Glaspell spent more than forty years working as a journalist, fiction writer, playwright and promoter of various artistic. She is a woman who lived in a male dominated society. She is the author of a short story titled A Jury of Her Peers. She was inspired to write this story when she investigated in the homicide of John Hossack, a prosperous county warren who had been killed in his sleep(1).Such experience in Glaspell’s life stimulated inspiration. The fact that she was the first reporter on scene, explains that she must have found everything still in place, that makes an incredible impression. She feels what Margaret (who is Minnie Wright in the story) had gone through, that is, she has sympathy for her. What will she say about Margaret? Will she portray Margaret as the criminal or the woman who’s life has been taken away? In the short story Minnie Wright was the victim. Based on evidence at the crime scene, it is clear that Minnie has killed her husband; however, the women have several reasons for finding her “not guilty” of the murder of John Wright.

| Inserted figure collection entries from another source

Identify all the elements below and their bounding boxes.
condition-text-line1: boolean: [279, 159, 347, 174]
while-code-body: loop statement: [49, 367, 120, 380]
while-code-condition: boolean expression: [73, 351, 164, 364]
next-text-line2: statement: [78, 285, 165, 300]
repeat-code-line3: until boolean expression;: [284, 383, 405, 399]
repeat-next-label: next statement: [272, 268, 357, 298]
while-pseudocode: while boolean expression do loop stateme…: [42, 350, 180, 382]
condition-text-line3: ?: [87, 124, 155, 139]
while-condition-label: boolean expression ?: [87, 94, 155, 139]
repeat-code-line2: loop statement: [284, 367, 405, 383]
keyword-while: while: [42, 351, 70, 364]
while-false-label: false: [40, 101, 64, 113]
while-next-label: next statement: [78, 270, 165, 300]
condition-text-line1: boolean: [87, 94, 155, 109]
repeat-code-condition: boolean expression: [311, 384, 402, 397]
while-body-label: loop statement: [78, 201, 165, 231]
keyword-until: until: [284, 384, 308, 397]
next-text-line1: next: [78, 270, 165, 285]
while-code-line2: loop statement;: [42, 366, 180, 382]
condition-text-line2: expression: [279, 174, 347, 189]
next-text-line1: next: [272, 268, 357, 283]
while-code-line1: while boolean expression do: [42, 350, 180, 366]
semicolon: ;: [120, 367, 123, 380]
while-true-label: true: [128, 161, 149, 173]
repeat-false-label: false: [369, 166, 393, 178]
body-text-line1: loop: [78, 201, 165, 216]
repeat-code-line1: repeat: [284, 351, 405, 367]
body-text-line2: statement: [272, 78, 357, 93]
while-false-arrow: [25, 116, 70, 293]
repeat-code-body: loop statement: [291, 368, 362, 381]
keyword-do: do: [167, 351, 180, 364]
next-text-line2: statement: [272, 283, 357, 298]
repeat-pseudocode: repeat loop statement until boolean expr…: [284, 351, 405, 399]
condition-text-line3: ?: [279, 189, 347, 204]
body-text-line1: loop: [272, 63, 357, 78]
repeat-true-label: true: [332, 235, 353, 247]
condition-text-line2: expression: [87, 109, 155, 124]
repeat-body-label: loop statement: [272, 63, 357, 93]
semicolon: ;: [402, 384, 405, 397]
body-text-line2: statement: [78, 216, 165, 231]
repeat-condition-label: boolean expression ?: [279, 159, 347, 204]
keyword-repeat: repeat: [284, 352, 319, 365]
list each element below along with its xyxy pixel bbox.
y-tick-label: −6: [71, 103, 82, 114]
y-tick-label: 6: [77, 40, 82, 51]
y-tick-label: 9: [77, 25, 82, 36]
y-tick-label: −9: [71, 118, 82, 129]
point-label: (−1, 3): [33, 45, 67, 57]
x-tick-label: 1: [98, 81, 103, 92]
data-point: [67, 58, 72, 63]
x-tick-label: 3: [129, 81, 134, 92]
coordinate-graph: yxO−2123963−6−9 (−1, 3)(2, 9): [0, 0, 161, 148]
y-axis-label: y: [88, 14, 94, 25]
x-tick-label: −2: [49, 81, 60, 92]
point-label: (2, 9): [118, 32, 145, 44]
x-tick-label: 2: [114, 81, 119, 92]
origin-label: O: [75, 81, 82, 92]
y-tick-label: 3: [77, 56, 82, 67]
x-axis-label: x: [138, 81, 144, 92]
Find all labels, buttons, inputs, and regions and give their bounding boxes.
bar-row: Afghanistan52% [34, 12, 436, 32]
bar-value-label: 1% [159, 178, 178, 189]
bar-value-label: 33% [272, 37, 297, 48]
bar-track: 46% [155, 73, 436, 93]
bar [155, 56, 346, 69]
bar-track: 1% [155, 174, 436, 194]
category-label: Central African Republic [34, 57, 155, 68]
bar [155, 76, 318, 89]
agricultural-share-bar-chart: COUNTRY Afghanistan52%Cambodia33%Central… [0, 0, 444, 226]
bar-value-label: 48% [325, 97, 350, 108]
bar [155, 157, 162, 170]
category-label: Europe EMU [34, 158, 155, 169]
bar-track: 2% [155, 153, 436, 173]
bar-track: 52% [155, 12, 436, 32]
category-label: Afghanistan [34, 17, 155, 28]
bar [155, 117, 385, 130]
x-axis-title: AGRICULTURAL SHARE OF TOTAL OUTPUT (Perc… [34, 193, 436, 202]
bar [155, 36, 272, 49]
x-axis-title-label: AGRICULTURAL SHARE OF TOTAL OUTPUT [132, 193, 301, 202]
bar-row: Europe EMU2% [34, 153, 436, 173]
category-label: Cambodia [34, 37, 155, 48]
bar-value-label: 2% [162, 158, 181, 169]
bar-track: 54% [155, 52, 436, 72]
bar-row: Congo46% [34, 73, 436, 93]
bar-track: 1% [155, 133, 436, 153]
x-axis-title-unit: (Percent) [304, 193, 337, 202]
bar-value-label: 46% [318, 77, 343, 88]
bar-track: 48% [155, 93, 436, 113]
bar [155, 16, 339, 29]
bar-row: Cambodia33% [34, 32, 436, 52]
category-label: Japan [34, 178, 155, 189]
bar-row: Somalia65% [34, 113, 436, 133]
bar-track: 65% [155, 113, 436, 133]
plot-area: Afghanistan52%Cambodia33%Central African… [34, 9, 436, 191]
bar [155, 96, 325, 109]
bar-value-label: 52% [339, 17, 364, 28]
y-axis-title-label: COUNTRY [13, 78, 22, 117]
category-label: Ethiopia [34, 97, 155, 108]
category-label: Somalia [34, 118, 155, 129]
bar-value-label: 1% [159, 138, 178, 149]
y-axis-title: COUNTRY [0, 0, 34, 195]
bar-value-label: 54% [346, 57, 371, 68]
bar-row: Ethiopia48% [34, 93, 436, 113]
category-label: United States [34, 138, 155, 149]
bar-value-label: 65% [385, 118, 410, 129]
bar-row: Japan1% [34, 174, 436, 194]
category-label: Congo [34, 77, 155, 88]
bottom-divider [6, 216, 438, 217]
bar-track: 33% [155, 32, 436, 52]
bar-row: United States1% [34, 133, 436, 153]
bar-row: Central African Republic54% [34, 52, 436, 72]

If your husband had just been murdered, would your first concern be of your jar of preserves bursting? The short story “ A Jury of Her Peers” and play “Trifles” share an abudance of similarities. The setting in both takes place during winter in Dickson County, Nebraska. This is a rutal town located in the farm belt of the United States in the early part of the 1900’s. Glaspell craftfully uses the discussions between the characters and symbolism in both stories to bring focus to and reject how males viewed and treated females in rural America in the 1900’s.
Social gender separations are displayed in the manner that men the view Wright house, where Mr. Wright has been found strangled, as a crime scene, while the women who accompany them clearly view the house as Mrs. Wright’s home. From the beginning the men and the women have are there for two separate reasons —the men, to fulfill their duties as law officials, the women, to prepare some personal items to take to the imprisoned Mrs. Wright. Glaspell exposes the men’s superior attitudes, in that they cannot fathom women to making a contribution to the investigation. They leave them unattended in a crime scene. One must question if this would be the same action if they were men. The county attorney dismisses Mrs. Hale’s defenses of Minnie as “l...
Hedges, Elaine. "Small Things Reconsidered: Susan Glaspell's' 'A Jury of Her Peers'." Women's Studies 12.1 (1986): 89. Literary Reference Center Plus. Web. 19 Apr. 2014.
Fetterly, Judith. “Reading About Reading: ‘A Jury of Her Peers’, ‘The Murders in the Morgue,’ and ‘The
Gilman, Charlotte Perkins. "The Yellow Wallpaper." The Norton Introduction To Literature. Eds. Jerome Beaty and J. Paul Hunter. 7th Ed. New York, Norton, 1998. 2: 630-642.
Wohlpart, Jim. American Literature Research and Analysis Web Site. “Charlotte Perkins Gilman, “The Yellow Wallpaper.”” 1997. Florida Gulf Coast University
Gilman, Charlotte P. "The Yellow Wallpaper." The story and its writer: An introduction to short fiction. Ed. Ann Charters. Compact 8th ed. Boston: Bedford/St. Martins, 2011. 340-351.